In Panama, me and my organization went out to a rural, underserved area with a group of Panamanian doctors to help interview, examine, and diagnose patients coming into our free clinic. At all times, a licensed physician was with us when seeing patients. I am not sure whether to classify this experience as clinical volunteering or clinical shadowing.
Looking at my application overall, would you say I have a good shot at getting into a California MD program?
Even very strong CA applicants are more likely to matriculate OOS.Thank you! I will be careful when describing this experience on my application.

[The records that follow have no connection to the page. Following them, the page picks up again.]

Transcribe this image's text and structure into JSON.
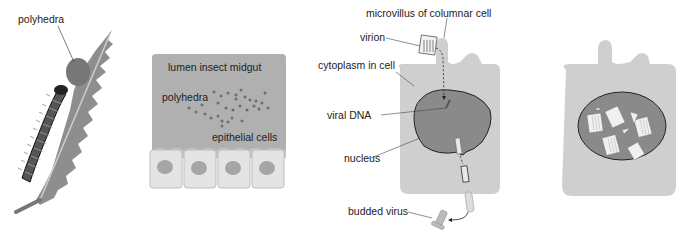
{
  "panels": {
    "leaf": {
      "labels": {
        "polyhedra": "polyhedra"
      }
    },
    "midgut": {
      "labels": {
        "lumen": "lumen insect midgut",
        "polyhedra": "polyhedra",
        "epithelial": "epithelial cells"
      }
    },
    "infected_cell": {
      "labels": {
        "microvillus": "microvillus of columnar cell",
        "virion": "virion",
        "cytoplasm": "cytoplasm in cell",
        "viral_dna": "viral DNA",
        "nucleus": "nucleus",
        "budded_virus": "budded virus"
      }
    },
    "late_cell": {
      "labels": {}
    }
  },
  "colors": {
    "leaf": "#8e8e8e",
    "caterpillar": "#555555",
    "lumen": "#b0b0b0",
    "cell": "#cfcfcf",
    "cell_light": "#e4e4e4",
    "nucleus": "#8a8a8a",
    "dots": "#6e6e6e",
    "outline": "#222222"
  }
}
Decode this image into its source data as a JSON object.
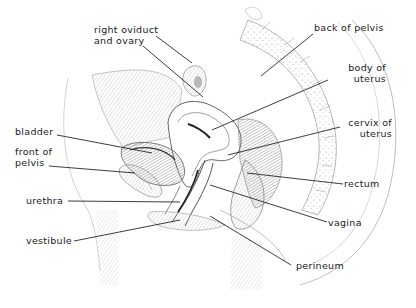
{
  "diagram": {
    "style": "pencil illustration",
    "labels": [
      {
        "id": "right-oviduct-and-ovary",
        "line1": "right oviduct",
        "line2": "and ovary"
      },
      {
        "id": "back-of-pelvis",
        "line1": "back of pelvis",
        "line2": ""
      },
      {
        "id": "body-of-uterus",
        "line1": "body of",
        "line2": "uterus"
      },
      {
        "id": "bladder",
        "line1": "bladder",
        "line2": ""
      },
      {
        "id": "cervix-of-uterus",
        "line1": "cervix of",
        "line2": "uterus"
      },
      {
        "id": "front-of-pelvis",
        "line1": "front of",
        "line2": "pelvis"
      },
      {
        "id": "rectum",
        "line1": "rectum",
        "line2": ""
      },
      {
        "id": "urethra",
        "line1": "urethra",
        "line2": ""
      },
      {
        "id": "vagina",
        "line1": "vagina",
        "line2": ""
      },
      {
        "id": "vestibule",
        "line1": "vestibule",
        "line2": ""
      },
      {
        "id": "perineum",
        "line1": "perineum",
        "line2": ""
      }
    ]
  }
}
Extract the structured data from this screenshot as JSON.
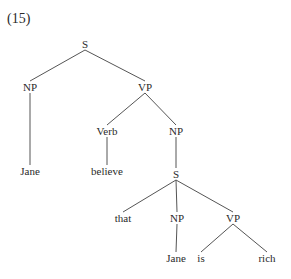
{
  "example_number": "(15)",
  "colors": {
    "line": "#555555",
    "text": "#2a2a2a",
    "background": "#ffffff"
  },
  "nodes": [
    {
      "id": "S1",
      "label": "S",
      "x": 85,
      "y": 44,
      "type": "category"
    },
    {
      "id": "NP1",
      "label": "NP",
      "x": 30,
      "y": 87,
      "type": "category"
    },
    {
      "id": "VP1",
      "label": "VP",
      "x": 145,
      "y": 87,
      "type": "category"
    },
    {
      "id": "W1",
      "label": "Jane",
      "x": 30,
      "y": 171,
      "type": "word"
    },
    {
      "id": "V1",
      "label": "Verb",
      "x": 107,
      "y": 131,
      "type": "category"
    },
    {
      "id": "W2",
      "label": "believe",
      "x": 107,
      "y": 171,
      "type": "word"
    },
    {
      "id": "NP2",
      "label": "NP",
      "x": 176,
      "y": 131,
      "type": "category"
    },
    {
      "id": "S2",
      "label": "S",
      "x": 176,
      "y": 174,
      "type": "category"
    },
    {
      "id": "W3",
      "label": "that",
      "x": 123,
      "y": 218,
      "type": "word"
    },
    {
      "id": "NP3",
      "label": "NP",
      "x": 177,
      "y": 218,
      "type": "category"
    },
    {
      "id": "VP2",
      "label": "VP",
      "x": 233,
      "y": 218,
      "type": "category"
    },
    {
      "id": "W4",
      "label": "Jane",
      "x": 176,
      "y": 258,
      "type": "word"
    },
    {
      "id": "W5",
      "label": "is",
      "x": 201,
      "y": 258,
      "type": "word"
    },
    {
      "id": "W6",
      "label": "rich",
      "x": 267,
      "y": 258,
      "type": "word"
    }
  ],
  "edges": [
    [
      "S1",
      "NP1"
    ],
    [
      "S1",
      "VP1"
    ],
    [
      "NP1",
      "W1"
    ],
    [
      "VP1",
      "V1"
    ],
    [
      "VP1",
      "NP2"
    ],
    [
      "V1",
      "W2"
    ],
    [
      "NP2",
      "S2"
    ],
    [
      "S2",
      "W3"
    ],
    [
      "S2",
      "NP3"
    ],
    [
      "S2",
      "VP2"
    ],
    [
      "NP3",
      "W4"
    ],
    [
      "VP2",
      "W5"
    ],
    [
      "VP2",
      "W6"
    ]
  ]
}
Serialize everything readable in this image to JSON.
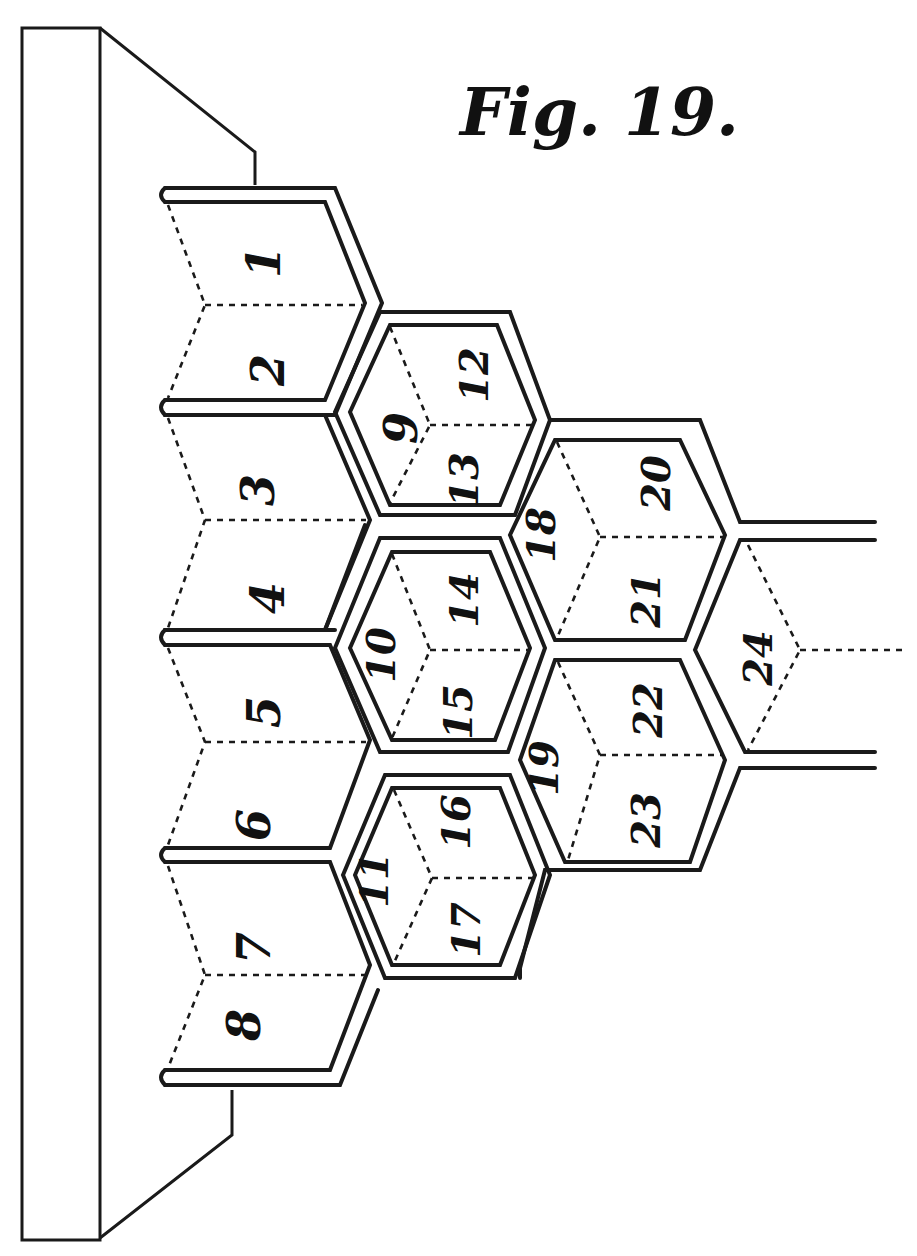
{
  "figure": {
    "title": "Fig. 19.",
    "colors": {
      "ink": "#1a1a1a",
      "paper": "#ffffff"
    },
    "cells": [
      {
        "label": "1",
        "x": 268,
        "y": 262,
        "rot": -90
      },
      {
        "label": "2",
        "x": 272,
        "y": 370,
        "rot": -90
      },
      {
        "label": "3",
        "x": 262,
        "y": 490,
        "rot": -90
      },
      {
        "label": "4",
        "x": 272,
        "y": 598,
        "rot": -90
      },
      {
        "label": "5",
        "x": 268,
        "y": 712,
        "rot": -90
      },
      {
        "label": "6",
        "x": 258,
        "y": 825,
        "rot": -90
      },
      {
        "label": "7",
        "x": 258,
        "y": 948,
        "rot": -90
      },
      {
        "label": "8",
        "x": 248,
        "y": 1025,
        "rot": -90
      },
      {
        "label": "9",
        "x": 405,
        "y": 428,
        "rot": -90
      },
      {
        "label": "10",
        "x": 385,
        "y": 655,
        "rot": -90
      },
      {
        "label": "11",
        "x": 378,
        "y": 880,
        "rot": -90
      },
      {
        "label": "12",
        "x": 478,
        "y": 375,
        "rot": -90
      },
      {
        "label": "13",
        "x": 468,
        "y": 480,
        "rot": -90
      },
      {
        "label": "14",
        "x": 468,
        "y": 600,
        "rot": -90
      },
      {
        "label": "15",
        "x": 462,
        "y": 712,
        "rot": -90
      },
      {
        "label": "16",
        "x": 460,
        "y": 822,
        "rot": -90
      },
      {
        "label": "17",
        "x": 470,
        "y": 930,
        "rot": -90
      },
      {
        "label": "18",
        "x": 545,
        "y": 535,
        "rot": -90
      },
      {
        "label": "19",
        "x": 548,
        "y": 768,
        "rot": -90
      },
      {
        "label": "20",
        "x": 660,
        "y": 483,
        "rot": -90
      },
      {
        "label": "21",
        "x": 650,
        "y": 600,
        "rot": -90
      },
      {
        "label": "22",
        "x": 652,
        "y": 710,
        "rot": -90
      },
      {
        "label": "23",
        "x": 650,
        "y": 820,
        "rot": -90
      },
      {
        "label": "24",
        "x": 762,
        "y": 658,
        "rot": -90
      }
    ]
  }
}
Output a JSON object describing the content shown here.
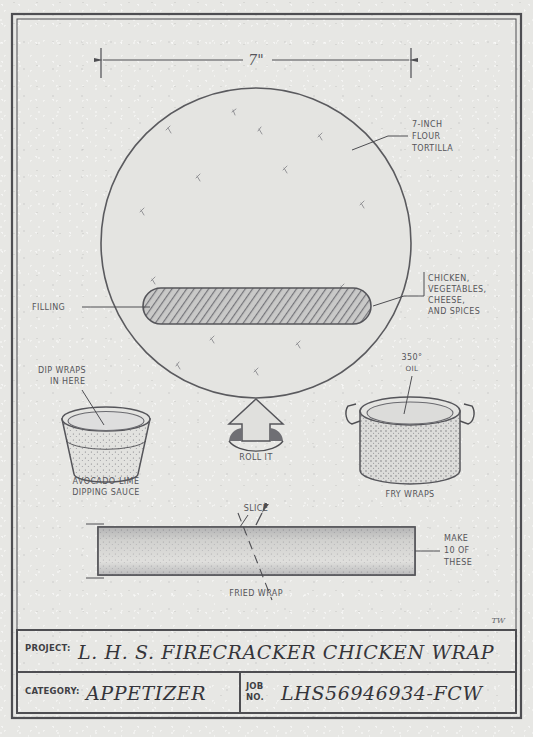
{
  "sheet": {
    "dimension": {
      "label": "7\""
    },
    "initials": "TW"
  },
  "callouts": {
    "tortilla": [
      "7-INCH",
      "FLOUR",
      "TORTILLA"
    ],
    "filling_parts": [
      "CHICKEN,",
      "VEGETABLES,",
      "CHEESE,",
      "AND SPICES"
    ],
    "filling": "FILLING",
    "dip": [
      "DIP WRAPS",
      "IN HERE"
    ],
    "sauce": [
      "AVOCADO-LIME",
      "DIPPING SAUCE"
    ],
    "oil": [
      "350°",
      "OIL"
    ],
    "fry": "FRY WRAPS",
    "roll": "ROLL IT",
    "slice": "SLICE",
    "make": [
      "MAKE",
      "10 OF",
      "THESE"
    ],
    "fried_wrap": "FRIED WRAP"
  },
  "title_block": {
    "project_label": "PROJECT:",
    "project_value": "L. H. S. FIRECRACKER CHICKEN WRAP",
    "category_label": "CATEGORY:",
    "category_value": "APPETIZER",
    "job_label_1": "JOB",
    "job_label_2": "NO.",
    "job_value": "LHS56946934-FCW"
  },
  "colors": {
    "ink": "#4e4e52",
    "paper": "#e7e7e4",
    "fill_hatch": "#8e8e92"
  }
}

Regarding my school list, would you say I have a good shot at California MD programs?
I can't tell you without violating FERPA.Out of curiosity: what was the strongest applicant you ever saw? A Rwandan refugee with a first-author Nature paper and a PhD from Princeton?

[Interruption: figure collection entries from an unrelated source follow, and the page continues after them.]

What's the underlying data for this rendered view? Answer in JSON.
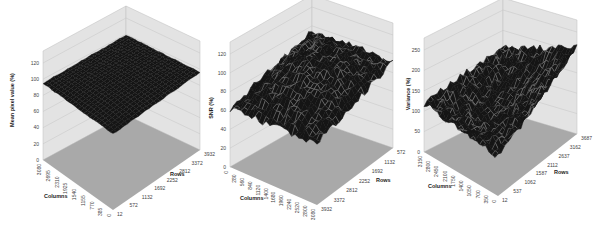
{
  "colors": {
    "wall": "#e3e3e3",
    "wall_edge": "#bdbdbd",
    "gridline": "#c4c4c4",
    "floor": "#a9a9a9",
    "surface": "#151515",
    "surface_speckle": "#7a7a7a",
    "tick_text": "#444444"
  },
  "chart_data": [
    {
      "type": "surface3d",
      "title": "",
      "zlabel": "Mean pixel value (%)",
      "xlabel": "Columns",
      "ylabel": "Rows",
      "zlim": [
        0,
        120
      ],
      "z_ticks": [
        "0",
        "20",
        "40",
        "60",
        "80",
        "100",
        "120"
      ],
      "x_ticks": [
        "3080",
        "2695",
        "2310",
        "1925",
        "1540",
        "1155",
        "770",
        "385",
        "0"
      ],
      "y_ticks": [
        "12",
        "572",
        "1132",
        "1692",
        "2252",
        "2812",
        "3372",
        "3932"
      ],
      "surface_description": "Nearly flat dome; ~95% at edges rising to ~100% near center",
      "approx_corner_values": {
        "left": 95,
        "back": 99,
        "right": 96,
        "front": 94
      },
      "approx_center_value": 100
    },
    {
      "type": "surface3d",
      "title": "",
      "zlabel": "SNR (%)",
      "xlabel": "Columns",
      "ylabel": "Rows",
      "zlim": [
        0,
        120
      ],
      "z_ticks": [
        "0",
        "20",
        "40",
        "60",
        "80",
        "100",
        "120"
      ],
      "x_ticks": [
        "0",
        "280",
        "560",
        "840",
        "1120",
        "1400",
        "1680",
        "1960",
        "2240",
        "2520",
        "2800",
        "3080"
      ],
      "y_ticks": [
        "3932",
        "3372",
        "2812",
        "2252",
        "1692",
        "1132",
        "572"
      ],
      "surface_description": "Noisy dome; ~62% at left corner rising to ~100% near center/back",
      "approx_corner_values": {
        "left": 62,
        "back": 95,
        "right": 92,
        "front": 65
      },
      "approx_center_value": 100
    },
    {
      "type": "surface3d",
      "title": "",
      "zlabel": "Variance (%)",
      "xlabel": "Columns",
      "ylabel": "Rows",
      "zlim": [
        0,
        250
      ],
      "z_ticks": [
        "0",
        "50",
        "100",
        "150",
        "200",
        "250"
      ],
      "x_ticks": [
        "3150",
        "2800",
        "2450",
        "2100",
        "1750",
        "1400",
        "1050",
        "700",
        "350",
        "0"
      ],
      "y_ticks": [
        "12",
        "537",
        "1062",
        "1587",
        "2112",
        "2637",
        "3162",
        "3687"
      ],
      "surface_description": "Noisy bowl; ~100% at center, rising to ~120% left and ~210% at right corner",
      "approx_corner_values": {
        "left": 120,
        "back": 160,
        "right": 210,
        "front": 95
      },
      "approx_center_value": 100
    }
  ]
}
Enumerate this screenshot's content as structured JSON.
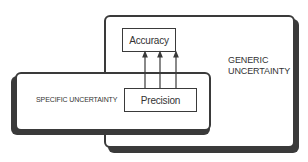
{
  "diagram": {
    "generic_box": {
      "label": "GENERIC\nUNCERTAINTY"
    },
    "specific_box": {
      "label": "SPECIFIC UNCERTAINTY"
    },
    "accuracy_box": {
      "label": "Accuracy"
    },
    "precision_box": {
      "label": "Precision"
    },
    "arrows": {
      "count": 3,
      "from": "Precision",
      "to": "Accuracy"
    },
    "colors": {
      "stroke": "#3a3a3a",
      "fill": "#ffffff",
      "text": "#333333"
    }
  }
}
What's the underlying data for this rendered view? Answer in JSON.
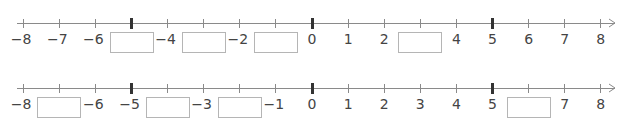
{
  "number_lines": [
    {
      "id": "line-1",
      "min": -8,
      "max": 8,
      "major_ticks": [
        -5,
        0,
        5
      ],
      "labels": [
        {
          "value": -8,
          "text": "−8"
        },
        {
          "value": -7,
          "text": "−7"
        },
        {
          "value": -6,
          "text": "−6"
        },
        {
          "value": -4,
          "text": "−4"
        },
        {
          "value": -2,
          "text": "−2"
        },
        {
          "value": 0,
          "text": "0"
        },
        {
          "value": 1,
          "text": "1"
        },
        {
          "value": 2,
          "text": "2"
        },
        {
          "value": 4,
          "text": "4"
        },
        {
          "value": 5,
          "text": "5"
        },
        {
          "value": 6,
          "text": "6"
        },
        {
          "value": 7,
          "text": "7"
        },
        {
          "value": 8,
          "text": "8"
        }
      ],
      "blanks": [
        {
          "value": -5,
          "answer": ""
        },
        {
          "value": -3,
          "answer": ""
        },
        {
          "value": -1,
          "answer": ""
        },
        {
          "value": 3,
          "answer": ""
        }
      ]
    },
    {
      "id": "line-2",
      "min": -8,
      "max": 8,
      "major_ticks": [
        -5,
        0,
        5
      ],
      "labels": [
        {
          "value": -8,
          "text": "−8"
        },
        {
          "value": -6,
          "text": "−6"
        },
        {
          "value": -5,
          "text": "−5"
        },
        {
          "value": -3,
          "text": "−3"
        },
        {
          "value": -1,
          "text": "−1"
        },
        {
          "value": 0,
          "text": "0"
        },
        {
          "value": 1,
          "text": "1"
        },
        {
          "value": 2,
          "text": "2"
        },
        {
          "value": 3,
          "text": "3"
        },
        {
          "value": 4,
          "text": "4"
        },
        {
          "value": 5,
          "text": "5"
        },
        {
          "value": 7,
          "text": "7"
        },
        {
          "value": 8,
          "text": "8"
        }
      ],
      "blanks": [
        {
          "value": -7,
          "answer": ""
        },
        {
          "value": -4,
          "answer": ""
        },
        {
          "value": -2,
          "answer": ""
        },
        {
          "value": 6,
          "answer": ""
        }
      ]
    }
  ],
  "colors": {
    "axis": "#8a8a8a",
    "major_tick": "#333333",
    "label": "#444444",
    "box_border": "#b5b5b5"
  }
}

Nobel Prize, no. Father with Nobel, yes.Have you seen anyone with a Nobel Peace Prize, or any full tenured professors at elite institutions? Any foreign heads of state, or Congresspeople, or governors? British knighthood recipients?
We had to devise a new policy "on time to degree completion."What was disastrous about the full professor? Also, did a letter from the President of the United States have any weight?
I've seen LORs from US Senators and Nobel laureates. They fail to salvage weak candidates
We've accepted PhDs, and refugees, and I've interviewed people with Cell and Nature papers. Don't recall if they came here.
What caused this individual to be a medical student for this long? Lots of failed courses? He got too enamored with research and took a lot of research years somehow? Also, did this individual eventually graduate?We had to devise a new policy "on time to degree completion."
I believe he was a medical student for well over a decade.
Not that I've seen. Why do you think that a presidential LOR would move the needle?Goro: no letters from sitting US presidents?
He didn't do research in medicine.What caused this individual to be a medical student for this long? Lots of failed courses? He got too enamored with research and took a lot of research years somehow? Also, did this individual eventually graduate?
Goro: no letters from sitting US presidents?